STIMSON CENTER | 45 India’s Evolving Security Relations and Partnerships in the Indo-Pacific

is based on the incremental nature of its interests, with its selective focus on freedom of navi- gation and its trade and transit interests, while carefully navigating the troubled waters of the South China Sea. In terms of its evolving policy, India prefers to maintain an “autonomous” strategic scope of actions, without the commitment to any collective security frameworks that the US would initiate.4 India has so far preferred dedicated bilateral security partnerships and engagements rather than any multilateral framework. Even so, in its operational scope India has expanded and engaged in naval exercises and defense cooperation with countries includ- ing the US, Japan, Australia, and South Korea. Naval exercises and exercises with regard to the other wings of the armed forces have sustained good momentum. In terms of participation in multilateral forums, India is also participating in the Western Pacific Naval Symposium and has used its strategic relations with the US and Japan to advance its interests.5

India’s Look East Policy is expanding and consolidating beyond Southeast Asia with its reach with Japan, South Korea. and Australia. Economic exchanges and trade with the three powers have increased in a substantial manner. Similarly, India’s strategic engagements with the three Pacific powers have been increasing. India’s naval footprint has reached the Eastern Pacific and it has resulted in the institutionalization of bilateral exercises with these powers.

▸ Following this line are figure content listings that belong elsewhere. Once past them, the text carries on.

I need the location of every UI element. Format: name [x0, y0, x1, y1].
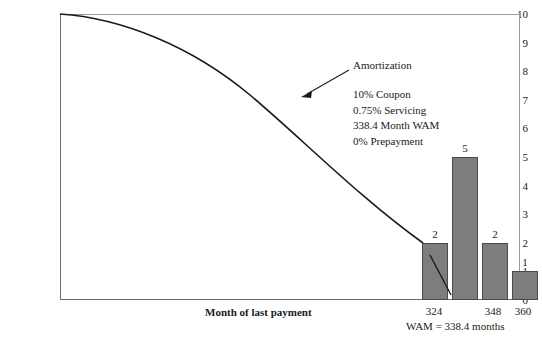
- x-axis-title: Month of last payment: [205, 306, 312, 318]
- bar-360: [512, 271, 538, 300]
- bar-330: [452, 157, 478, 300]
- plot-area: [60, 14, 520, 300]
- wam-footnote: WAM = 338.4 months: [406, 320, 504, 332]
- x-tick-label-360: 360: [503, 305, 542, 317]
- bar-348: [482, 243, 508, 300]
- assumption-coupon: 10% Coupon: [353, 87, 439, 103]
- assumption-wam: 338.4 Month WAM: [353, 118, 439, 134]
- bar-324: [422, 243, 448, 300]
- annotation-title: Amortization: [353, 59, 412, 72]
- bar-value-330: 5: [450, 142, 480, 154]
- assumption-servicing: 0.75% Servicing: [353, 103, 439, 119]
- bar-value-324: 2: [420, 228, 450, 240]
- x-tick-label-324: 324: [414, 305, 454, 317]
- assumption-prepayment: 0% Prepayment: [353, 134, 439, 150]
- annotation-assumptions: 10% Coupon 0.75% Servicing 338.4 Month W…: [353, 87, 439, 149]
- bar-value-348: 2: [480, 228, 510, 240]
- bar-value-360: 1: [510, 256, 540, 268]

With these developments comes a question: Is there a niche for India in the Indo-Pacific region? This is often queried in the strategic and policy community in India and the region. India’s interests could be cast in terms of the concentric layers of its presence and engage- ment. In the near term, India’s interests are in its own backyard and the Indian Ocean where its engagement in the immediate neighbourhood is vital. Given the prospects of challenges and threats from Pakistan and China in the region, India’s focus has been to secure its flanks as well as work out its naval diplomacy and build in benign naval capacity with the smaller states in the Indian Ocean like , Maldives, Seychelles, and Mauritius.6 Since 2001, India’s economic and strategic engagement with Southeast Asia has expanded incremen- tally with closer interdependence and strategic partnerships with several Southeast Asian states like Singapore, Vietnam, Malaysia, Indonesia, and Philippines.

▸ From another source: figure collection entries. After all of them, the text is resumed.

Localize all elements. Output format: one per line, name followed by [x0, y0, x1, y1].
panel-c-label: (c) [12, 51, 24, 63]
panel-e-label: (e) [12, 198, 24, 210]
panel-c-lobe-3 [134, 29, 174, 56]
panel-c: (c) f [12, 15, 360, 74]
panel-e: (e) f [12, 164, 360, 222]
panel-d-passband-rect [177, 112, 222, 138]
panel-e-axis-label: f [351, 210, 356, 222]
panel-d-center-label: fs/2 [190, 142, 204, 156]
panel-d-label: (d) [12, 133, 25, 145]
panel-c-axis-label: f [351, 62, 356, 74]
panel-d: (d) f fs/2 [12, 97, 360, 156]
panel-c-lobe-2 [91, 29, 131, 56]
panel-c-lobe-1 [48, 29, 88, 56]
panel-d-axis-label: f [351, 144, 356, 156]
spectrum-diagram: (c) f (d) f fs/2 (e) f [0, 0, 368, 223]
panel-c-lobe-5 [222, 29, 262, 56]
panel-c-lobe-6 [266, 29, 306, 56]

India’s “Look East” Policy had incrementally expanded into East Asia, with its partnerships with Japan exemplifying its salient economic trade and commercial partnerships. Since the Nuclear Suppliers Group (NSG) waiver for India, India and Japan have been closely looking into bilateral strategic partnerships and naval exercises in the East Pacific. India’s engagement has also been expanding with South Korea in various areas that has resulted in greater strategic partnership between India and the East Asian powers.7 India’s engagement with the East Asia Summit has been an important milestone as economic interdependence expands. Hence the economic rationale for strategic partnerships has been the primary energizing source for India’s expanding role in the region.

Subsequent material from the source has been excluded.